To be clear, I'm talking about the actual memory cells at addresses $0000 and $0001 in the DRAM chips. Devices can of course initiate read or write requests to these address on the address/data buses to which they're connected, but that doesn't necessarily mean that this will result in an actual read from or write to the RAM device.
According to §4 of Christian Bauer's excellent VIC-II article, the CPU's data bus is tri-stated during a write access to the registers of the 6510's on-board PIO at addresses $0000 and $0001. (This is not mentioned in the 6510 data sheet.)
He says, however, that these memory locations can be written anyway though a mechanism that I don't really understand¹, involving the VIC-II actually doing the write.
He also says that, at least on some C64s, those locations in RAM can be read by the processor via reads in the $DE00 "I/O 1" area (presumably so long as a cartridge or whatever hasn't mapped some I/O devices in there) or via "sprite collisions."
So how exactly does this work? What devices (the 6510, the VIC-II, external devices you add yourself on the expansion bus, etc.) can read from and/or write to locations $0000 and $0001 in the RAM devices, and how exactly do they do it?
¹ It seems to be something to do with what goes on during φ1—the
"VIC-II's phase" of RAM access—where the VIC-II has enabled RAM for
its own purposes and R/W̅
is low, causing a write to happen anyway.
But I don't see at all where the data come from, or why there would
not be a re-write of random data to that location during φ2, when
presumably nothing is driving the data bus. And I guess for this to
work the VIC-II needs to be programmed to be using the first 16K block
of memory? This is probably all wrong; I include this speculation just
to give you an idea of where I am in my confusion.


Select the lines of the records containing the word "Your" and list them.
=== INPUT MATERIAL ===
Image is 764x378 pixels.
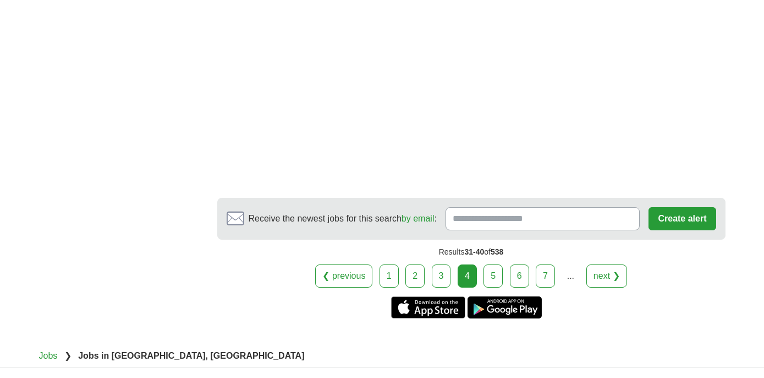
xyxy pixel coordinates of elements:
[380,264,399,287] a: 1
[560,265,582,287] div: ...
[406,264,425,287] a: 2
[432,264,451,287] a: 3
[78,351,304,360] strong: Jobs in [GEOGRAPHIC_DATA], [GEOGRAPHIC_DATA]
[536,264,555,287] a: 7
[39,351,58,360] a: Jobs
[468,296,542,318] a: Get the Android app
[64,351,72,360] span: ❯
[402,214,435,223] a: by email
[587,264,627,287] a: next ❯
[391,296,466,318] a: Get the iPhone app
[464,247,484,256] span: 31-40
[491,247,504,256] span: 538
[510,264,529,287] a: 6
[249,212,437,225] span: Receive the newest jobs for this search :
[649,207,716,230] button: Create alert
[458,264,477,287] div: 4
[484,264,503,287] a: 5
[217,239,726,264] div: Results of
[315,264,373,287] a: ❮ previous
===
=== INPUT MATERIAL ===
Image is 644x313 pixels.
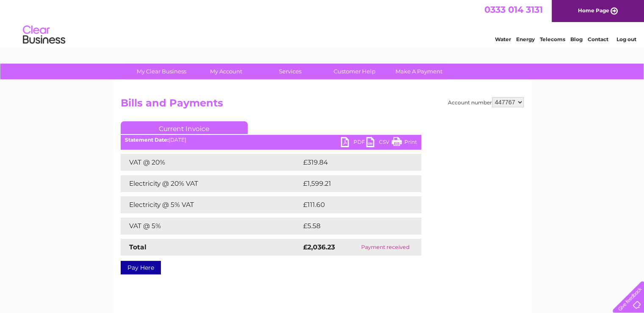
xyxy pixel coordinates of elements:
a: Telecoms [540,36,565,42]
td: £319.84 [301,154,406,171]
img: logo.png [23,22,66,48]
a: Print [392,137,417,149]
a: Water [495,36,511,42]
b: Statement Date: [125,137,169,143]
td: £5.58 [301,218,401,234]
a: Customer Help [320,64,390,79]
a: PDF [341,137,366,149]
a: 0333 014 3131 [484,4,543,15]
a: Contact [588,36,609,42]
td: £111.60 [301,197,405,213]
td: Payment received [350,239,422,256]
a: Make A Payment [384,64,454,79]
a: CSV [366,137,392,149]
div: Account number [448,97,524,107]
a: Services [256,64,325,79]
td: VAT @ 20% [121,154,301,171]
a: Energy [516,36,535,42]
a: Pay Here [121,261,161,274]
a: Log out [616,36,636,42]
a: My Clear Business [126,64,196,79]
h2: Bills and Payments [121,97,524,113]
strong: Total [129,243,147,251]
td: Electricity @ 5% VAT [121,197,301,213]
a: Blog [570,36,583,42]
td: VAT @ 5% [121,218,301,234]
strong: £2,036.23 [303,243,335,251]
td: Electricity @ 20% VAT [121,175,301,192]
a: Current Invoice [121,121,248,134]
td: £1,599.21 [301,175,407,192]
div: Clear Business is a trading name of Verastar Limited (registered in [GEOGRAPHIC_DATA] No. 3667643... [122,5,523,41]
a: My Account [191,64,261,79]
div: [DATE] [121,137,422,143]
===
=== INPUT MATERIAL ===
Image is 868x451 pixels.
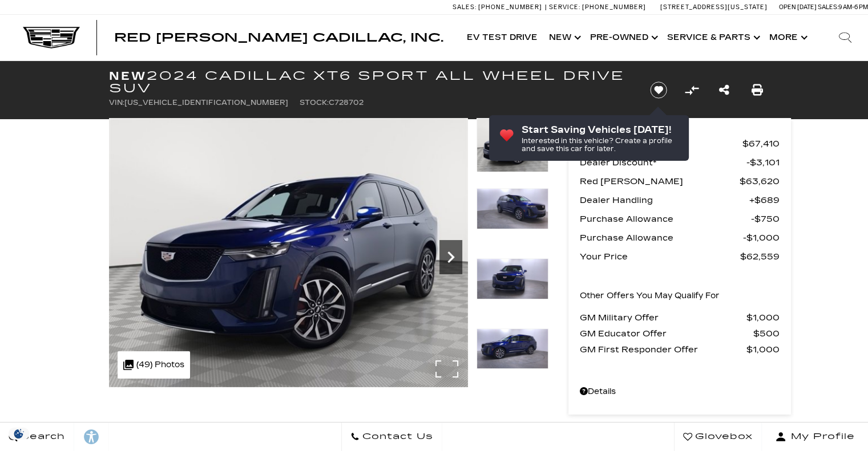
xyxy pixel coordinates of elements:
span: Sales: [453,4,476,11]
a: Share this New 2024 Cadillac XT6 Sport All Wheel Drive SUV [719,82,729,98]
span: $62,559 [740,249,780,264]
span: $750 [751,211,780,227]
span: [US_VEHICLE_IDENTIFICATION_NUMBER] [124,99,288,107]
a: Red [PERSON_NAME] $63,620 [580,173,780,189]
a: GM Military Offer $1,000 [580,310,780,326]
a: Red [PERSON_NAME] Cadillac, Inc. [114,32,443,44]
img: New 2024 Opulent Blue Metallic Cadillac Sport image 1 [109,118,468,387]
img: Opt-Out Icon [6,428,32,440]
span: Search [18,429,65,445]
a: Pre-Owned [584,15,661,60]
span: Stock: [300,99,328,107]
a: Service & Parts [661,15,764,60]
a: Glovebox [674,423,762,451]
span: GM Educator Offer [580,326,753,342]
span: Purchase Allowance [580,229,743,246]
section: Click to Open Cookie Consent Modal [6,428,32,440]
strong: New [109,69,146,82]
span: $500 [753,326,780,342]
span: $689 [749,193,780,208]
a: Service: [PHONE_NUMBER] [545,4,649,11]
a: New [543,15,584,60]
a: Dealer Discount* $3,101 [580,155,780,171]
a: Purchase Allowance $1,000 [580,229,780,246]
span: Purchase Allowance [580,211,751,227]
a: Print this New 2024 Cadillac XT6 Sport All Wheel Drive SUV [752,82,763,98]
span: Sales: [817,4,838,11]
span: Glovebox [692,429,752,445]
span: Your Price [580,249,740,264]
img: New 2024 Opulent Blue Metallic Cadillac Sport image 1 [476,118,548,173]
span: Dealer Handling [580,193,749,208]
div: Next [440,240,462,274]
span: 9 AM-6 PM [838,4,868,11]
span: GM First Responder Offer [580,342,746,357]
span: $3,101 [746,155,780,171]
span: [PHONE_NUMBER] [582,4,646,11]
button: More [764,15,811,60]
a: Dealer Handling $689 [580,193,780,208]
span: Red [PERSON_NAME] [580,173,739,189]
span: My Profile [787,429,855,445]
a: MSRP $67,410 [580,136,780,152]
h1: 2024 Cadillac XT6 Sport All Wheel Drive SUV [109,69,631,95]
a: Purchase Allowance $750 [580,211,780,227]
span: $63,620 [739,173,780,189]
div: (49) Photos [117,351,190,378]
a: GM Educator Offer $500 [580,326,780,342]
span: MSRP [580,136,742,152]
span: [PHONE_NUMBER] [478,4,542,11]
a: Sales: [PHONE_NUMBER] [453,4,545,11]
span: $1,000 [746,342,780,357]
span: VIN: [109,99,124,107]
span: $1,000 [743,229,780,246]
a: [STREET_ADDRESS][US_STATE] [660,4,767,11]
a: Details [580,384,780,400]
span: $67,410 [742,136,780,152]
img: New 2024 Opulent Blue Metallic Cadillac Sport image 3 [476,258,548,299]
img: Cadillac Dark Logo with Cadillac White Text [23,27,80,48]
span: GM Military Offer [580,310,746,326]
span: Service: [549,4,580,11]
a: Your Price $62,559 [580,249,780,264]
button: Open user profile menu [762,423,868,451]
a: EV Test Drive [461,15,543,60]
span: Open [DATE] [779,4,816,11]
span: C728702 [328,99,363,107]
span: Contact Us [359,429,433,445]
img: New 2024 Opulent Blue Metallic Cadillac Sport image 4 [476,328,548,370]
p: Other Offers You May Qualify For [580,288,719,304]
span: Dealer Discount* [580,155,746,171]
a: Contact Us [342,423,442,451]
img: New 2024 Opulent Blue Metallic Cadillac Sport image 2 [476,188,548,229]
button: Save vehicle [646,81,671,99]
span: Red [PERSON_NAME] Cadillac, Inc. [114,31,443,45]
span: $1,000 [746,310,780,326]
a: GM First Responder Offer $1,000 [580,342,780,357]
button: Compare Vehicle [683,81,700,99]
===
> [WRITTEN ANSWER]:
span: Your Price [580,249,740,264]
a: Your Price $62,559 [580,249,780,264]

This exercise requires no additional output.